WashU IT prepares for potential disasters in ways that yield operating benefits, such as in the case referenced above, the recovery of the primary data center. Our data centers are protected with several sources of electrical power; all of which are overridden by fire suppression. This is because it is not good to circulate air in a burning data center. Fire suppression shuts down all power.
A leaky water valve was to blame for the power outage in the WashU IT data center. While there was not a fire, the leaky water valve was interpreted by equipment to mean that fire suppression was underway, and that power should be shut off. The good news is that WashU IT personnel sprang into recovery mode, enlisting the help of Facilities Planning and Management to address the water leak and restore power, and complete recovery in 4 hours.
It is important to note a long length of time is required to recover from a disaster. Gathering teams to do recoveries, communicating with people affected, collecting tools that shorten recovery times – these are exercises practiced in anticipation of a disaster.
WashU IT recently completed an exercise – referred to as a tabletop exercise – as a way to anticipate how to manage a potential disaster. This intentional planning ensures a simulation can take place, with no data center being harmed during the exercise.

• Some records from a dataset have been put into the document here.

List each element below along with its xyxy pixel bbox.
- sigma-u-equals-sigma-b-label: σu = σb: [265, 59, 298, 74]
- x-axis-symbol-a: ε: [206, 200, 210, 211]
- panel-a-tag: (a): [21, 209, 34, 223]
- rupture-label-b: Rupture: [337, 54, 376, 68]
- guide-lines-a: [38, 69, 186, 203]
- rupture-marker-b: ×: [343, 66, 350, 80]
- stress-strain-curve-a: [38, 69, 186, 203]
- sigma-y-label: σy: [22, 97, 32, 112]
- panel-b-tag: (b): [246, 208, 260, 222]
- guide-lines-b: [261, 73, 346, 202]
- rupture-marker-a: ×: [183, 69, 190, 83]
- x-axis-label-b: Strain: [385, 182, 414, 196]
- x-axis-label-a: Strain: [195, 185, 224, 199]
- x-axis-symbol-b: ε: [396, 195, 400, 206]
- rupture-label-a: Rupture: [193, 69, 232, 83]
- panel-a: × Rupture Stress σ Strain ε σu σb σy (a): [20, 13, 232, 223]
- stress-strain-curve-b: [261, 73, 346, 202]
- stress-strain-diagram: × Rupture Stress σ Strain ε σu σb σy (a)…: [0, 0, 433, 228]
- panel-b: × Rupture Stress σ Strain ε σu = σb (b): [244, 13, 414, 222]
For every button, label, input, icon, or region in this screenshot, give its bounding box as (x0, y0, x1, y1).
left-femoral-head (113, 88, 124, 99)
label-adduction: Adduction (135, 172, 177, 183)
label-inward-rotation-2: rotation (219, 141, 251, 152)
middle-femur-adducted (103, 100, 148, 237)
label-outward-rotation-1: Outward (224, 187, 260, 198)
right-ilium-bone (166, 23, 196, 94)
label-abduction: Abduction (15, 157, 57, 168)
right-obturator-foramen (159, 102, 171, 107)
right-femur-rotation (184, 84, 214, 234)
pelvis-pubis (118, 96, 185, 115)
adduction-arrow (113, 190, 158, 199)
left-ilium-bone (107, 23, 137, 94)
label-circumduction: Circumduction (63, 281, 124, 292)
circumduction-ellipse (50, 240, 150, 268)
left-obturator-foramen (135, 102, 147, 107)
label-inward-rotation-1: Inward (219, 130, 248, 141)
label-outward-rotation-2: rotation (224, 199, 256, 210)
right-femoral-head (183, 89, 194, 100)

Tabletop exercises are an effective way to practice disaster recovery as a mental exercise.
For the 2022 Tabletop Exercise, recovery teams imagined the impacts of a bomb explosion. In this scenario, West Campus Data Center (WCDC) was unusable for more than a week. Part of the realism was to recover services without knowing the condition of the WCDC. The bomb damaged, but did not destroy, the West Campus building.
Recovery time – the amount of time necessary before an application could be used – varied based on the level of disaster recovery preparation.
- Critical applications – those that have duplicate servers running in two data centers – could be used in 4 hours. Because this was an imagined scenario; each time estimate was based on what “could or would” be needed.
- A second tier of applications that have servers in two data centers (but only the server in the failed data center was running) could be used in 24 hours. Recovery of this second tier was accomplished by an operation called disaster recovery fail over.
- A third tier of applications and files were protected by backup copies. Backup copies can be used to rebuild servers which would take all 5 days. Some of the third tier could be built in growth capacity in the Research Data Center. Other parts of the third tier would be rebuilt in Azure. Azure is Microsoft’s public cloud.
- A fourth group of servers was run by WashU IT for departments and schools. WashU IT has no information about the disaster recovery preparations done by the departments and schools. Working in conjunction with the departments and schools, computing capacity would be located to replace the capacity in the failed data center.
The tabletop exercise differed from the real-world recovery. After power was restored in the real world, services were provided with the same equipment used before fire suppression shut down power. As imagined for the tabletop exercise, after the disaster, computing was moved to where capacity exists; some to a different WashU IT data center and some to Azure.
Both recoveries are built on fundamental processes, which include communicating with people affected by the service interruption and having an incident manager direct a conversation among engineers who perform the recovery and taking an inventory of information about all that needs to be recovered.
Each year, the tabletop exercise identifies ways to improve recovery from a disaster. While these ways are imagined during simulations, they often lead to enhanced standard operations for WashU IT and the customers we serve.